The five fee components
Every gateway charges some combination of these five components. Compare on all of them, not just the first.
- Percentage rate — applied to the transaction value.
- Fixed fee — applied per transaction regardless of value.
- International / cross-border surcharge — extra percentage when the card or buyer is outside your home market.
- Currency conversion margin — markup on the FX rate when settling in a different currency.
- Operational fees — refunds, chargebacks, monthly account fees, payout fees.
Why the fixed fee matters more than you think
A fixed fee of 30 cents looks tiny on a $200 transaction (0.15 percent), but on a $5 transaction it is 6 percent — twice the percentage rate itself. If your average order value is low, the fixed fee component dominates your effective rate. Look for providers with a low or zero fixed fee for low-AOV businesses.
International is where margin disappears
Cross-border surcharges typically run 1–1.5 percent on top of the domestic rate. Currency conversion adds another 1–3 percent depending on the provider. For a business with 30 percent international revenue, the combined drag can exceed your headline rate.
If you sell internationally at scale, providers like Wise Business or Adyen can dramatically reduce this cost compared to default Stripe or PayPal — but only if your volume justifies the setup work.
Refunds and chargebacks
Some providers refund the percentage fee on a refund; others keep it. Some providers charge a per-refund fee on top. If your refund rate is above 3 percent, this becomes material.
Chargebacks usually carry a fixed fee ($15–$25) regardless of outcome, and elevated chargeback rates can lead to higher base rates or account closure. Fraud tooling that prevents chargebacks is often more valuable than 0.1 percent in fee savings.
What to do once you understand your effective rate
Run your last three months of payment data through a comparison. If your effective rate is more than 0.5 percent above the cheapest realistic option, switching is usually worth the friction. If it is within 0.3 percent, the cost of migration probably outweighs the saving.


PROBLEM REQUIREMENTS -
Would you please copy each line of the data in which the string "health" occurs?

MATERIALS PROVIDED -
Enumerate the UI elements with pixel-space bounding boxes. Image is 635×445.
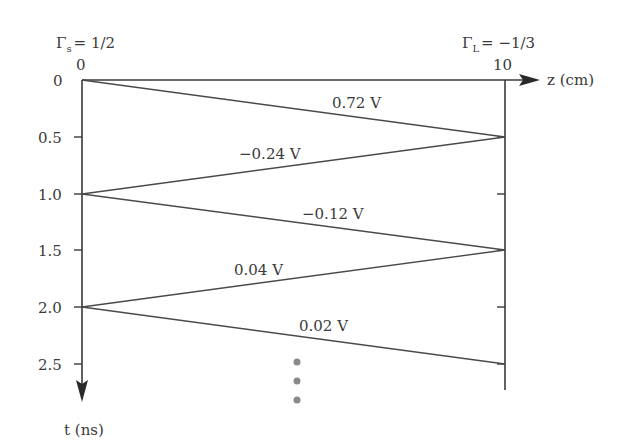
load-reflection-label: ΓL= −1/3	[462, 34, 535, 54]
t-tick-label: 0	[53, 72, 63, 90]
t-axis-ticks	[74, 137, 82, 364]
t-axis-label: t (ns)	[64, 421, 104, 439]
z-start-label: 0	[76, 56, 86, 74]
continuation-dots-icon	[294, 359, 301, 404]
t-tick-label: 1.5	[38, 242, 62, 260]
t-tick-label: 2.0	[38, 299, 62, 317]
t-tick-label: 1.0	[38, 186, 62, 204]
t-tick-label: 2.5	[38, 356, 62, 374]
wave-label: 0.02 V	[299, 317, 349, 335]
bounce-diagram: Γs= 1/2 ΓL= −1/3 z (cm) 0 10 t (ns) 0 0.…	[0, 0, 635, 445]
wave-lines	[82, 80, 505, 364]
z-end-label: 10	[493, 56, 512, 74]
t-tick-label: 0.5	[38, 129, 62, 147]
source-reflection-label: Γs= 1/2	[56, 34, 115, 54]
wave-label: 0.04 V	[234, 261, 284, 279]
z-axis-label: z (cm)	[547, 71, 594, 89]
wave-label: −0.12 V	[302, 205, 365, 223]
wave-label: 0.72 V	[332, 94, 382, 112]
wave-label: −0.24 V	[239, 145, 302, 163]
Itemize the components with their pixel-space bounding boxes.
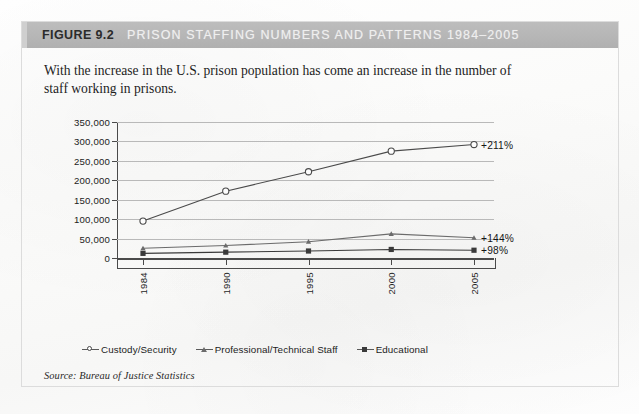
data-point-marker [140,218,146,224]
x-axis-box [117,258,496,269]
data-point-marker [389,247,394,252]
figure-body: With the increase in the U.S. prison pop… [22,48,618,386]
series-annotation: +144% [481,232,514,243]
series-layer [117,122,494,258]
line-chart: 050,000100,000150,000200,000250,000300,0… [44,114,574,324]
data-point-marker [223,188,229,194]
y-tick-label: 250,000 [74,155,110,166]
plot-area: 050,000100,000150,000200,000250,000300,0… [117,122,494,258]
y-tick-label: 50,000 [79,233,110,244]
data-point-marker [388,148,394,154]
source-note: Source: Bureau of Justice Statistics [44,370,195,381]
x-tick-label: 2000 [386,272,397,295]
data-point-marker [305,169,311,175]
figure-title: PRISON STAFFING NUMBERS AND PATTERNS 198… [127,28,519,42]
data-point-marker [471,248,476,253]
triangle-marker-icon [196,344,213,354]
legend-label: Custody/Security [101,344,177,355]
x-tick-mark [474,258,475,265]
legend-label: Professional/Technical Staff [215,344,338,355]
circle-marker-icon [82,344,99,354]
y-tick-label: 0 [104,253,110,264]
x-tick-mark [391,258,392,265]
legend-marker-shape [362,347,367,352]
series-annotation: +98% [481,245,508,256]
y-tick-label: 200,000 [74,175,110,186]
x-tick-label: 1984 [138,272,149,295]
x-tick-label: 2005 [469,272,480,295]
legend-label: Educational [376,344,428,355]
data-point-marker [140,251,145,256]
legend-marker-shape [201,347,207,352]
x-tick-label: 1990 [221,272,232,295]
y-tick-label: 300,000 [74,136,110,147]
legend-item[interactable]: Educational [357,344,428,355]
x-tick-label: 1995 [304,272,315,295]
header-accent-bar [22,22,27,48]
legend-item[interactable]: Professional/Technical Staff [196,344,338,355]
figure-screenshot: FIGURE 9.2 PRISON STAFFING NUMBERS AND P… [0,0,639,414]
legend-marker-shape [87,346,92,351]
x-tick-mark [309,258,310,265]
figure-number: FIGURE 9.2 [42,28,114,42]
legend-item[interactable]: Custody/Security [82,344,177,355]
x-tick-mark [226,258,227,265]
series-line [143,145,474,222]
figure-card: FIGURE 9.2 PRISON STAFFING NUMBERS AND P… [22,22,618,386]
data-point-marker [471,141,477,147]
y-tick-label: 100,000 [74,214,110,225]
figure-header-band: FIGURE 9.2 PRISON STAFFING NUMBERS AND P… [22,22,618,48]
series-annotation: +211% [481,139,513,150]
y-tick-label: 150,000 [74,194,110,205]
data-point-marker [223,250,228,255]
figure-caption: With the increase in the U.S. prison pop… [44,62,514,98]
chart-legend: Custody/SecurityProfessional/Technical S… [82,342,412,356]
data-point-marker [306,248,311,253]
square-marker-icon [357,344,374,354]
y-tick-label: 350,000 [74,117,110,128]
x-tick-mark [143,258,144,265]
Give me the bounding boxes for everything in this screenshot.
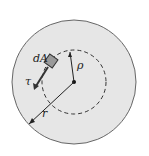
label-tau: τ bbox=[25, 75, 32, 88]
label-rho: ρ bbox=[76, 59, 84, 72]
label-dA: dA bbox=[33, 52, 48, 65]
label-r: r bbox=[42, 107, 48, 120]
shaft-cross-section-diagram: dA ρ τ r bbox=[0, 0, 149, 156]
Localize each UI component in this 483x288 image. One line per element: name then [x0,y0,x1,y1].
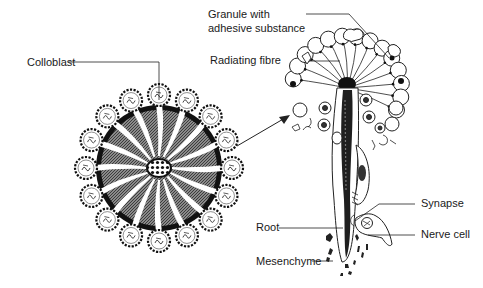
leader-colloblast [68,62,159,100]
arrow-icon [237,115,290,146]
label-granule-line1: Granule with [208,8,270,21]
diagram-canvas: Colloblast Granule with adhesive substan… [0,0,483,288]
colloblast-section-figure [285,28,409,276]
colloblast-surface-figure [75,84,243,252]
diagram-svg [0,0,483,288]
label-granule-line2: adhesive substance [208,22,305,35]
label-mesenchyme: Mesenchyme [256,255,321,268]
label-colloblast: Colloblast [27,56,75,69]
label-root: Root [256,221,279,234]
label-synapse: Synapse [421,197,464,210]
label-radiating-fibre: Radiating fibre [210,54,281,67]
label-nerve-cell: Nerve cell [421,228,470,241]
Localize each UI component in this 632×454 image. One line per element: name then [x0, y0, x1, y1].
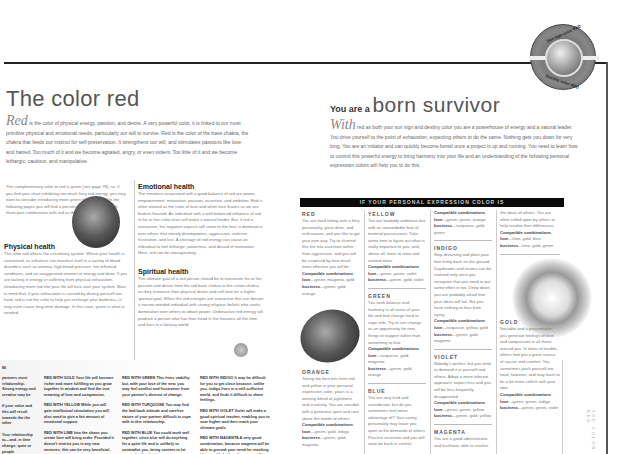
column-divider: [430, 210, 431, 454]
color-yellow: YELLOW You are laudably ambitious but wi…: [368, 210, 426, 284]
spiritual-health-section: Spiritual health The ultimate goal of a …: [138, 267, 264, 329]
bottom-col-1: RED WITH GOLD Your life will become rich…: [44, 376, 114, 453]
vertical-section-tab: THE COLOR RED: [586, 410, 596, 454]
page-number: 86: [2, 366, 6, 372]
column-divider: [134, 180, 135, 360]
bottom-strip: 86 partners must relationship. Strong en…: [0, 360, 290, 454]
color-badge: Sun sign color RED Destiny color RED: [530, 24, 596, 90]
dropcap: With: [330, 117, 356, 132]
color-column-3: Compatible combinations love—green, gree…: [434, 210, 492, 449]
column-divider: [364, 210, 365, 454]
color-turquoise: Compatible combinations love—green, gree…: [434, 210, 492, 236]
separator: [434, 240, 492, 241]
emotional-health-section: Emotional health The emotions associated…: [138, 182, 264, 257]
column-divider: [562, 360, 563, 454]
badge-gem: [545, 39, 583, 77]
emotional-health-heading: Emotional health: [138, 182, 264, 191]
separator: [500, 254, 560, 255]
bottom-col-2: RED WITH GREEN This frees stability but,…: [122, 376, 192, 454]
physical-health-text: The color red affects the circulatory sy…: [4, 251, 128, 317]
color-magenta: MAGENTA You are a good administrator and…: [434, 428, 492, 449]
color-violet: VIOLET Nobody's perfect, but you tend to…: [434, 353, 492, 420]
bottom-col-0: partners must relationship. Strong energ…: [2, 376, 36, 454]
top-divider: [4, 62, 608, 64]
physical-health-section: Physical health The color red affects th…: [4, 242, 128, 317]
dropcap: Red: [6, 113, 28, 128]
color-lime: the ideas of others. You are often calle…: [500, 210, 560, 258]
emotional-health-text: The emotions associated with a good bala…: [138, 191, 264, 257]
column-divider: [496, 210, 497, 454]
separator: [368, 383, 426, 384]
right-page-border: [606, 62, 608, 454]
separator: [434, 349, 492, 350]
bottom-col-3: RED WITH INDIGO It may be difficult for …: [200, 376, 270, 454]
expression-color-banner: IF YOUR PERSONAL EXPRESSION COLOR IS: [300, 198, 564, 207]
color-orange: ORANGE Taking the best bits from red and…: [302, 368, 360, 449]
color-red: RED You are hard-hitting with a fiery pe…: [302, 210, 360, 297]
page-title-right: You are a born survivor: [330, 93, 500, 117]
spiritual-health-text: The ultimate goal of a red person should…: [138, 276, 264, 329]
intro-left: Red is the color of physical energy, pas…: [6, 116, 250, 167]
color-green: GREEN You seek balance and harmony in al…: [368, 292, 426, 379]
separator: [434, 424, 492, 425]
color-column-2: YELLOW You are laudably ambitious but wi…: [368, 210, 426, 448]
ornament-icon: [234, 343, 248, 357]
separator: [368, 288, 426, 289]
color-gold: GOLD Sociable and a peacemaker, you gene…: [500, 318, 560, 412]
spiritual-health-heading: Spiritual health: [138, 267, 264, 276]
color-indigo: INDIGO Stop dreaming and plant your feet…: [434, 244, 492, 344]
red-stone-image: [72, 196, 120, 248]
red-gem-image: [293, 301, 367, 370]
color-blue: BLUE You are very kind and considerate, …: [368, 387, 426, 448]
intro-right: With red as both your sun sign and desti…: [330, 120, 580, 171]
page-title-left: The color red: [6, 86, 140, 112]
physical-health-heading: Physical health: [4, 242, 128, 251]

ANSWER FOR THE TASK -
spiritual-health-section: Spiritual health The ultimate goal of a …: [138, 267, 264, 329]
emotional-health-section: Emotional health The emotions associated…: [138, 182, 264, 257]
emotional-health-heading: Emotional health: [138, 182, 264, 191]
physical-health-text: The color red affects the circulatory sy…: [4, 251, 128, 317]
physical-health-section: Physical health The color red affects th…: [4, 242, 128, 317]
emotional-health-text: The emotions associated with a good bala…: [138, 191, 264, 257]
spiritual-health-text: The ultimate goal of a red person should…: [138, 276, 264, 329]
spiritual-health-heading: Spiritual health: [138, 267, 264, 276]
physical-health-heading: Physical health: [4, 242, 128, 251]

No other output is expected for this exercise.